How Does Bureaucracy Shape the Soul?

Years after many of the Zeks––prisoners in the Soviet Union’s gulag system––had been released from their long captivity another round of arrests began. The standard sentence in Stalin’s purge of 1937 was 10 years for presumed political activity. Yet the system demanded so much more than that miserable internment. In 1949 the freed convicts, barely eking out existence as exiles in Siberia, were being absorbed into the Soviet bureaucratic machine once again.

The number of arrests was relatively small. It was concerning, but not surprising. After all, despite all the rhetoric, those accused and convicted of political activity against the Communist Party were unlikely to be trusted again. But every month a new batch of prisoners was taken to the local MGB headquarters and detained. The logic behind who was chosen was mysterious. It wasn’t the most violent, or the most vocal, or the youngest, or the most serious offenders. The cause was mysterious, though rumors abounded.

After several months of this slow reabsorption of prisoners, Eugenia Ginzburg and her neighbors finally figured out what was happening. Freed convicts were being arrested in alphabetical order by their last name. It had nothing to do with the people or their behavior, simply that they had once been convicted of political activity and had been born with a particular surname.
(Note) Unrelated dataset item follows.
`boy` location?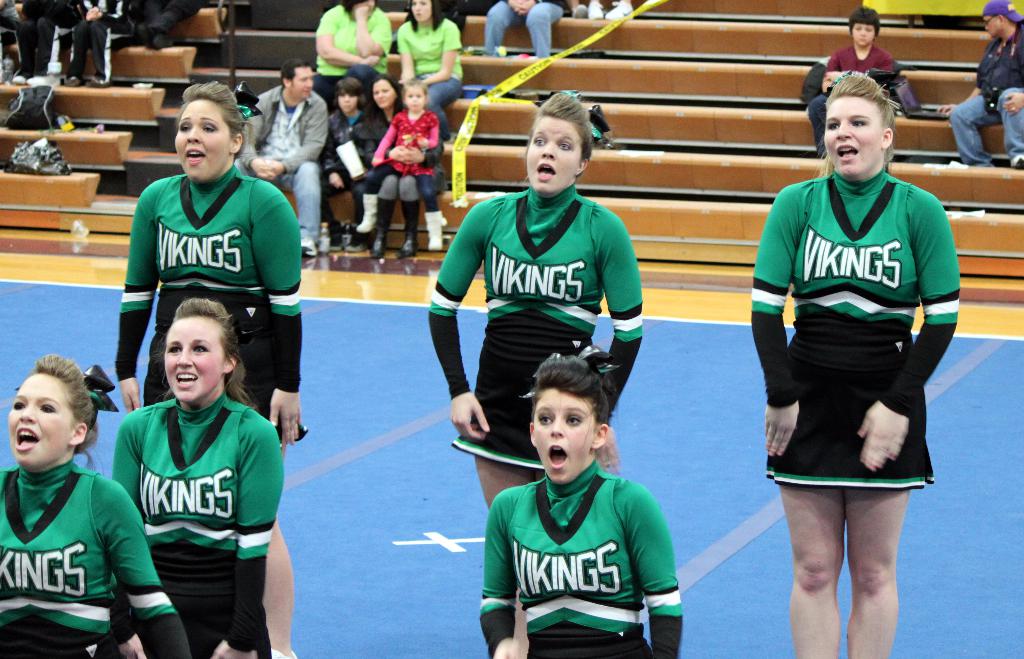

This scene, about two-thirds of the way through Eugenia Ginzburg’s autobiographical, Within the Whirlwind, is a perfect illustration of the horrors of communism. It is, more significantly, a clear example of the destruction that a purely bureaucratic government entails. A soulless destruction without malice, which, as Hannah Arendt describes in Eichmann in Jerusalem, puts the “banality of evil” on full display.

Rising Tide of Communism

I’ve been amazed to see a rise in unironic celebration of communism among a younger generation of Americans. The attraction of this foreign economic and political system is not hard to understand. Communism is a romantic, idealistic vision for humanity. It embodies the most hopeful elements of John Lennon’s “Imagine.” Overt materialism that rejects the inherent conflicts between religions. The otherworldly human perfectionism that expects the lack of possessions and property rights to end well.

This idyllic vision is attractive at some level. Imagining it, as the songwriter says, is easy. In reality, however, it consistently creates a sort of hell on earth.
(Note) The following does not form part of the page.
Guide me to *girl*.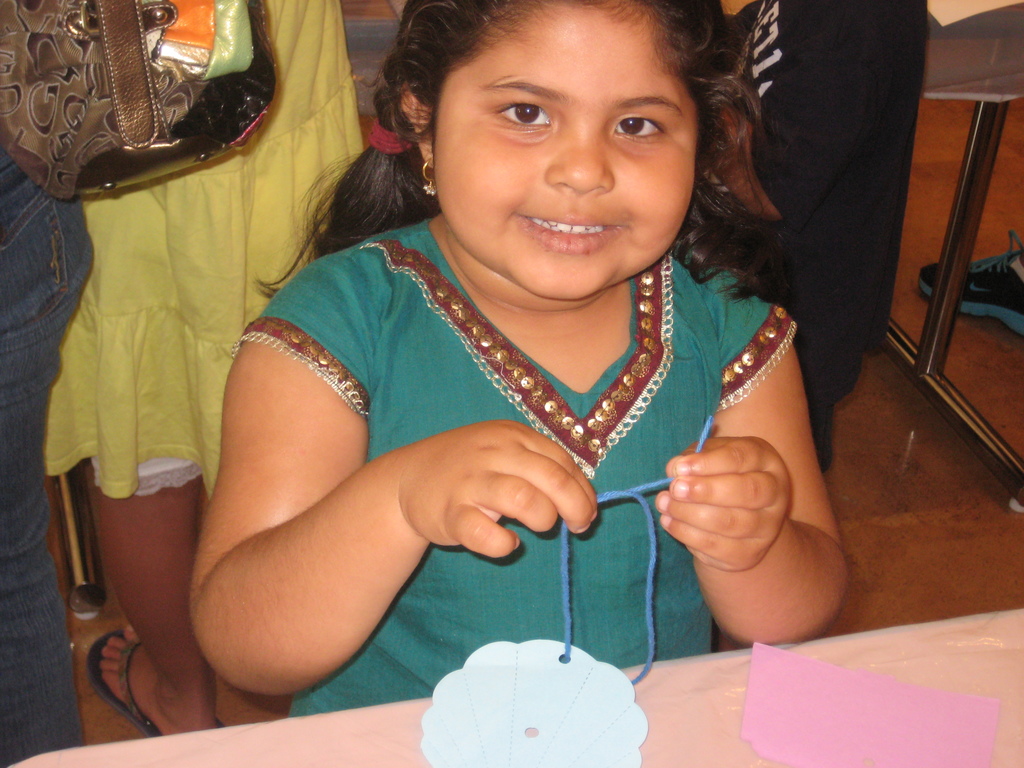
Guidance: bbox(186, 0, 849, 703).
The most famous record of the misery of communism is Aleksandr Solzhenitsyn’s Gulag Archipelago, which was published in three hefty volumes. He details the abuses, absurdity, and outrages of the Soviet communist system in great detail from his own perspective and through the eyes of many other prisoners.
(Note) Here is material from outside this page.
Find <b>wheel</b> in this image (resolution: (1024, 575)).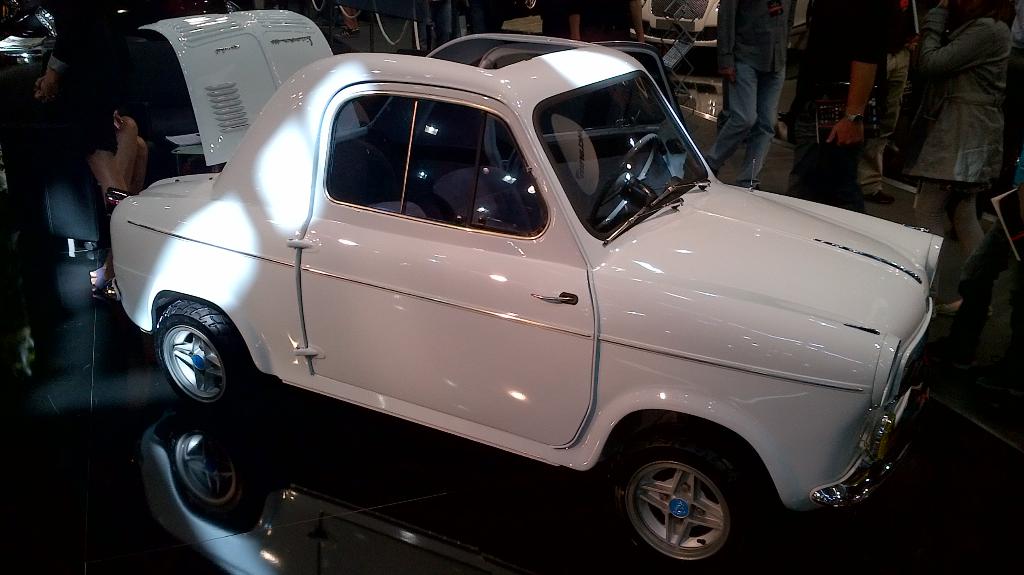
crop(589, 134, 662, 231).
Solzhenitsyn’s account remains obscure because of its length and the fact that he was not a card-carrying communist. Though he was not a dissident, he wasn’t inside the system, and thus was not fully bought in. On top of that, current proponents of communism can safely ignore him because of how popular his work is among opponents of communism. That’s confirmation bias at work, but par for the course in our epistemologically disrupted day.

But Ginzburg’s account, detailed in two volumes, Journey Into the Whirlwind and Within the Whirlwind, tells the story of an actually communist party member who was denounced based on a very loose connection and sucked into the horrific bureaucratic machine that was the Soviet system. She lost a husband, a child, and more than a decade of her life for not sufficiently denouncing someone who had merely fallen out of favor with party leadership. Imagine.

Soul Shaping Bureaucracy

The first of Ginzburg’s volumes, Journey Into the Whirlwind, is still in print and is a gripping story of survival in the camp. The second volume, Within the Whirlwind, extends the account of her imprisonment for half the volume, then shifts to post prison life and eventual rehabilitation as a Soviet citizen after Stalin’s death. The first volume is more engaging. Ginzburg knows how to tell a story. The insights into human nature, especially with regard to her time in solitary confinement, are powerful. The second volume is a little tedious at points, but the last half of the volume offers insight into nature of communism in particular and bureaucracy in general.

Stalin’s death lifted a huge weight of fear from the Soviet Union. His tyrannical fear of being betrayed had contributed to the purges and the ongoing persecution of those accused of political activity. As Ginzburg was being rehabilitated, she struggled with bitterness. An understandable struggle for someone who lost so much for so little cause.

It’s in this struggle that Ginzburg’s offers profound insights about the effects of impersonal bureaucracy:

Ours was an age in which events affected such huge numbers of people, and the dividing lines between butchers and their victims were so blurred (think of all the people who had been only too ready to put others through Stalin’s mincing machine, before slipping into it themselves!), that the barricades such as that which in 1905, for example, divided them from us no longer existed. The systematic corruption of people’s souls by means of the Great Lie, which resembled nothing ever known before, had resulted in thousands and thousands of ordinary people being caught up in the charade. (381)

This corruption of souls and the propagation of the Great Lie was made possible by the depersonalization of bureaucracy. Something to keep in mind as we imagine our political ideals.